I'm using Tornado, and I'm up and running with the simple 'Hello, world' that you can find on the Tornado homepage. However, as soon as tornado.ioloop.IOLoop.instance().start() is called, it enters into the loop and doesn't return. My existing program is (essentially) an infinite loop as well, but I want to integrate the two.

So, my question is: how can I construct my program so that I can monitor variables inside my infinite loop by using Tornado to provide a web interface?

+1  A: 

I believe that the best (read: easiest) approach would be to have your daemon app write those particular variables you want to monitor out to a shared spaced that your tornado app can access. This could be a file, a socket, a database, or key-value store. Some ideas ideas that come to mind is to use your existing database (if there is one,) sqlite, or even memcached. Then, you would simply have your tornado application read those values from wherever you stored them.

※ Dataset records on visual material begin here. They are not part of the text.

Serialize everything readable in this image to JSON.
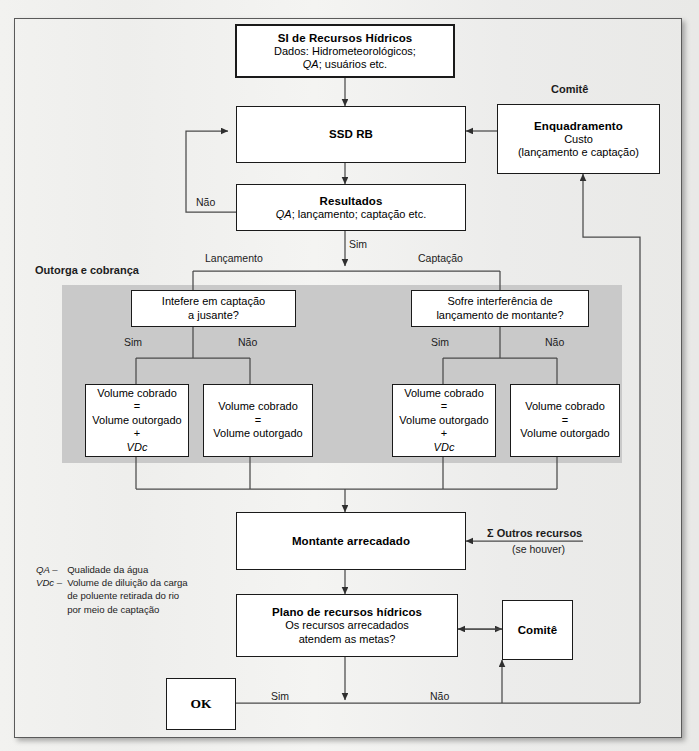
{
  "diagram": {
    "section_labels": {
      "outorga": "Outorga e cobrança",
      "comite_top": "Comitê"
    },
    "nodes": {
      "si": {
        "title": "SI de Recursos Hídricos",
        "line2": "Dados: Hidrometeorológicos;",
        "line3_italic": "QA",
        "line3_rest": "; usuários etc."
      },
      "ssd": {
        "title": "SSD RB"
      },
      "resultados": {
        "title": "Resultados",
        "line2_italic": "QA",
        "line2_rest": "; lançamento; captação etc."
      },
      "enquadramento": {
        "title": "Enquadramento",
        "line2": "Custo",
        "line3": "(lançamento e captação)"
      },
      "dec_left": {
        "line1": "Intefere em captação",
        "line2": "a jusante?"
      },
      "dec_right": {
        "line1": "Sofre interferência de",
        "line2": "lançamento de montante?"
      },
      "vol1": {
        "l1": "Volume cobrado",
        "l2": "=",
        "l3": "Volume outorgado",
        "l4": "+",
        "l5": "VDc"
      },
      "vol2": {
        "l1": "Volume cobrado",
        "l2": "=",
        "l3": "Volume outorgado"
      },
      "vol3": {
        "l1": "Volume cobrado",
        "l2": "=",
        "l3": "Volume outorgado",
        "l4": "+",
        "l5": "VDc"
      },
      "vol4": {
        "l1": "Volume cobrado",
        "l2": "=",
        "l3": "Volume outorgado"
      },
      "montante": {
        "title": "Montante arrecadado"
      },
      "plano": {
        "title": "Plano de recursos hídricos",
        "line2": "Os recursos arrecadados",
        "line3": "atendem as metas?"
      },
      "comite_box": {
        "title": "Comitê"
      },
      "ok": {
        "title": "OK"
      }
    },
    "edge_labels": {
      "nao_ssd": "Não",
      "sim_resultados": "Sim",
      "lancamento": "Lançamento",
      "captacao": "Captação",
      "sim_left": "Sim",
      "nao_left": "Não",
      "sim_right": "Sim",
      "nao_right": "Não",
      "outros_recursos": "Σ Outros recursos",
      "se_houver": "(se houver)",
      "sim_bottom": "Sim",
      "nao_bottom": "Não"
    },
    "legend": [
      {
        "key": "QA –",
        "value": "Qualidade da água"
      },
      {
        "key": "VDc –",
        "value": "Volume de diluição da carga\nde poluente retirada do rio\npor meio de captação"
      }
    ],
    "colors": {
      "line": "#3a3a3a",
      "box_border": "#1a1a1a",
      "shade": "#c9c9c9",
      "paper": "#eeeeec"
    }
  }
}
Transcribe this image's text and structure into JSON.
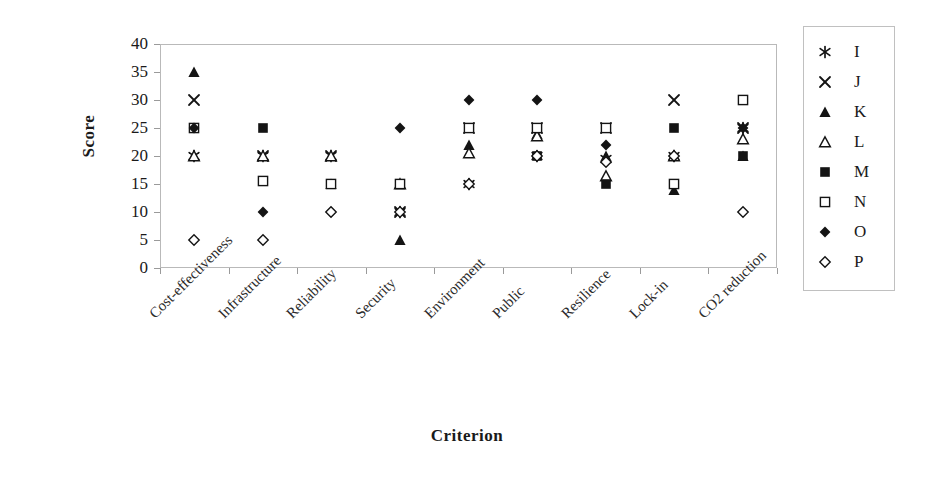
{
  "chart_data": {
    "type": "scatter",
    "title": "",
    "xlabel": "Criterion",
    "ylabel": "Score",
    "ylim": [
      0,
      40
    ],
    "ytick_step": 5,
    "yticks": [
      0,
      5,
      10,
      15,
      20,
      25,
      30,
      35,
      40
    ],
    "grid": false,
    "legend_position": "right",
    "categories": [
      "Cost-effectiveness",
      "Infrastructure",
      "Reliability",
      "Security",
      "Environment",
      "Public",
      "Resilience",
      "Lock-in",
      "CO2 reduction"
    ],
    "series": [
      {
        "name": "I",
        "marker": "asterisk",
        "values": [
          20,
          20,
          20,
          10,
          15,
          20,
          19.5,
          20,
          25
        ]
      },
      {
        "name": "J",
        "marker": "cross",
        "values": [
          30,
          20,
          20,
          10,
          25,
          25,
          25,
          30,
          25
        ]
      },
      {
        "name": "K",
        "marker": "filled-triangle",
        "values": [
          35,
          20,
          15,
          5,
          22,
          24,
          20,
          14,
          20
        ]
      },
      {
        "name": "L",
        "marker": "open-triangle",
        "values": [
          20,
          20,
          20,
          15,
          20.5,
          23.5,
          16.5,
          20,
          23
        ]
      },
      {
        "name": "M",
        "marker": "filled-square",
        "values": [
          25,
          25,
          15,
          15,
          25,
          20,
          15,
          25,
          20
        ]
      },
      {
        "name": "N",
        "marker": "open-square",
        "values": [
          25,
          15.5,
          15,
          15,
          25,
          25,
          25,
          15,
          30
        ]
      },
      {
        "name": "O",
        "marker": "filled-diamond",
        "values": [
          25,
          10,
          10,
          25,
          30,
          30,
          22,
          20,
          25
        ]
      },
      {
        "name": "P",
        "marker": "open-diamond",
        "values": [
          5,
          5,
          10,
          10,
          15,
          20,
          19,
          20,
          10
        ]
      }
    ]
  },
  "legend": {
    "entries": [
      {
        "label": "I",
        "marker": "asterisk"
      },
      {
        "label": "J",
        "marker": "cross"
      },
      {
        "label": "K",
        "marker": "filled-triangle"
      },
      {
        "label": "L",
        "marker": "open-triangle"
      },
      {
        "label": "M",
        "marker": "filled-square"
      },
      {
        "label": "N",
        "marker": "open-square"
      },
      {
        "label": "O",
        "marker": "filled-diamond"
      },
      {
        "label": "P",
        "marker": "open-diamond"
      }
    ]
  },
  "colors": {
    "marker": "#141414",
    "frame": "#b9b9b9",
    "text": "#1a1a1a"
  }
}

You are correct in that once you run tornado.ioloop.IOLoop.instance().start() tornado's control flow never returns from that loop. From that point forward, your application's control will stay within the Application and RequestHandlers that you defined.

Charles Hooper
A: 

Another less elegant solution would be to utilize yaml to serialize the objects periodically from your main app, and have the web app read those in. You can even dump objects into yaml, so you could see the different states of those.